A very singular custom prevailed at one time in many places of depositing the Sacred Host in the altar when no relics could be obtained. Durandus, Bishop of Mende, who died and was buried at Rome in 1296, says in his Rationale Divinorum, p. 54, that when genuine relics cannot be had the altar must not be consecrated without the Holy Eucharist. The same custom was once very prevalent in England while that country was Catholic. This we learn, among other sources, from the Council of Calcuith, held in A.D. 816, where the following enactment was made: “When a church is built let it be hallowed by the bishop of the diocese; afterwards let the Eucharist which the bishop consecrates at that Mass be laid up, together with the relics contained in the little box, and kept in the same basilica; but if he cannot find any other relics, then will the Eucharist, most of all, serve the purpose, for it is the Body and Blood of our Lord Jesus Christ” (Church of Our Fathers, vol. i. p. 41, note).

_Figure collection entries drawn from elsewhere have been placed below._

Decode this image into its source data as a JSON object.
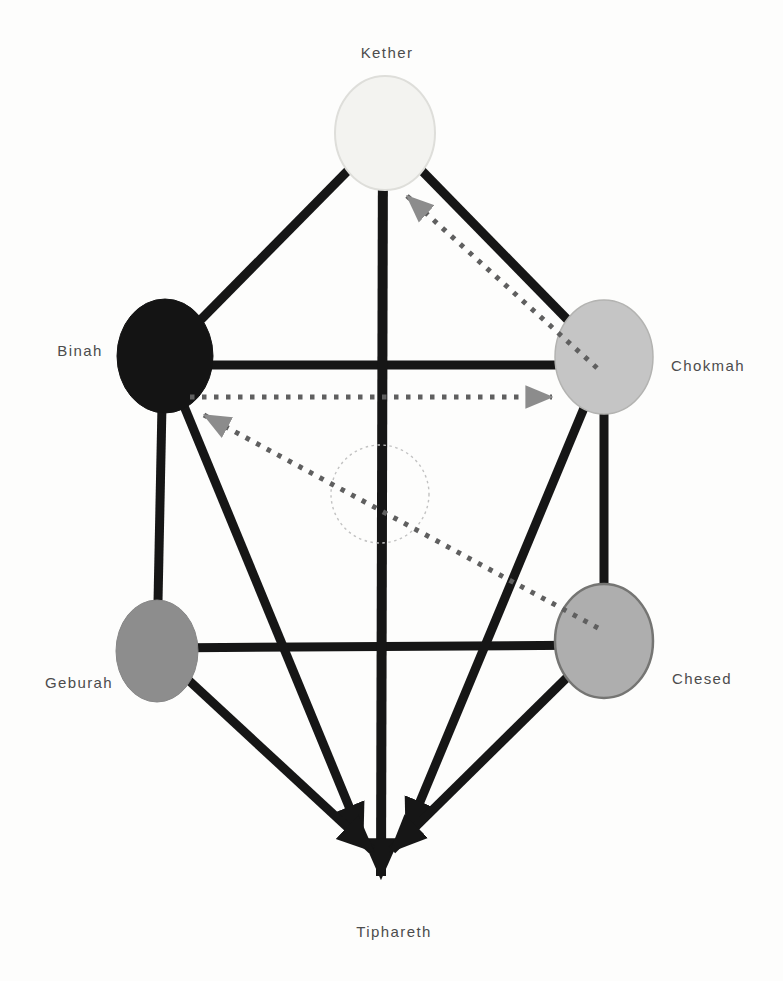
{
  "figure": {
    "description_label": "tree-of-life-diagram",
    "background_color": "#fdfdfc",
    "solid_line_color": "#161616",
    "dotted_line_color": "#5f5f5f",
    "dotted_arrowhead_color": "#8c8c8c",
    "label_color": "#4c4c4c",
    "hidden_circle_color": "#c2c2c2",
    "nodes": [
      {
        "id": "kether",
        "label": "Kether",
        "x": 385,
        "y": 133,
        "rx": 50,
        "ry": 57,
        "fill": "#f3f3f0",
        "stroke": "#dededa",
        "stroke_width": 2,
        "label_x": 387,
        "label_y": 58
      },
      {
        "id": "binah",
        "label": "Binah",
        "x": 165,
        "y": 356,
        "rx": 48,
        "ry": 57,
        "fill": "#141414",
        "stroke": "#141414",
        "stroke_width": 1,
        "label_x": 80,
        "label_y": 356
      },
      {
        "id": "chokmah",
        "label": "Chokmah",
        "x": 604,
        "y": 357,
        "rx": 49,
        "ry": 57,
        "fill": "#c5c5c5",
        "stroke": "#b3b3b1",
        "stroke_width": 1.5,
        "label_x": 708,
        "label_y": 371
      },
      {
        "id": "geburah",
        "label": "Geburah",
        "x": 157,
        "y": 651,
        "rx": 41,
        "ry": 51,
        "fill": "#8d8d8d",
        "stroke": "#868686",
        "stroke_width": 1,
        "label_x": 79,
        "label_y": 688
      },
      {
        "id": "chesed",
        "label": "Chesed",
        "x": 604,
        "y": 641,
        "rx": 49,
        "ry": 57,
        "fill": "#aeaeae",
        "stroke": "#757573",
        "stroke_width": 2.5,
        "label_x": 702,
        "label_y": 684
      },
      {
        "id": "tiphareth",
        "label": "Tiphareth",
        "x": 385,
        "y": 862,
        "rx": 0,
        "ry": 0,
        "fill": "none",
        "stroke": "none",
        "stroke_width": 0,
        "label_x": 394,
        "label_y": 937
      }
    ],
    "hidden_circle": {
      "id": "daath-hidden-circle",
      "x": 380,
      "y": 494,
      "r": 49
    },
    "solid_edges": [
      {
        "id": "kether-binah",
        "x1": 385,
        "y1": 133,
        "x2": 165,
        "y2": 356
      },
      {
        "id": "kether-chokmah",
        "x1": 385,
        "y1": 133,
        "x2": 604,
        "y2": 357
      },
      {
        "id": "binah-chokmah",
        "x1": 165,
        "y1": 365,
        "x2": 604,
        "y2": 365
      },
      {
        "id": "binah-geburah",
        "x1": 163,
        "y1": 356,
        "x2": 157,
        "y2": 651
      },
      {
        "id": "chokmah-chesed",
        "x1": 604,
        "y1": 357,
        "x2": 604,
        "y2": 641
      },
      {
        "id": "geburah-chesed",
        "x1": 157,
        "y1": 648,
        "x2": 604,
        "y2": 645
      }
    ],
    "arrow_edges": [
      {
        "id": "kether-tiphareth",
        "x1": 383,
        "y1": 140,
        "x2": 381,
        "y2": 876,
        "width": 10
      },
      {
        "id": "binah-tiphareth",
        "x1": 165,
        "y1": 360,
        "x2": 362,
        "y2": 838,
        "width": 9
      },
      {
        "id": "geburah-tiphareth",
        "x1": 157,
        "y1": 651,
        "x2": 372,
        "y2": 850,
        "width": 9
      },
      {
        "id": "chokmah-tiphareth",
        "x1": 604,
        "y1": 360,
        "x2": 407,
        "y2": 833,
        "width": 9
      },
      {
        "id": "chesed-tiphareth",
        "x1": 604,
        "y1": 641,
        "x2": 392,
        "y2": 850,
        "width": 9
      }
    ],
    "dotted_arrows": [
      {
        "id": "chokmah-kether",
        "x1": 597,
        "y1": 368,
        "x2": 407,
        "y2": 196
      },
      {
        "id": "binah-chokmah",
        "x1": 190,
        "y1": 397,
        "x2": 552,
        "y2": 397
      },
      {
        "id": "chesed-binah",
        "x1": 598,
        "y1": 628,
        "x2": 204,
        "y2": 415
      }
    ]
  }
}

This custom lasted in England up to the fifteenth century (ibid.) Three particles of incense, as is also the rule now, used to be enclosed in the little box where the relics were deposited (ibid. 42).

Another custom that prevailed in certain places was to enclose with the regular relics portions of the instruments employed in torturing the martyrs, as well as documents of high veneration. From a record of St. Paul’s Church, London, in 1295, we find that its jasper altar had deposited in it, besides the relics of SS. Philip and Andrew and those of SS. Denis and Blasius, a relic also of the veritable cross upon which St. Andrew was crucified (ibid. 254).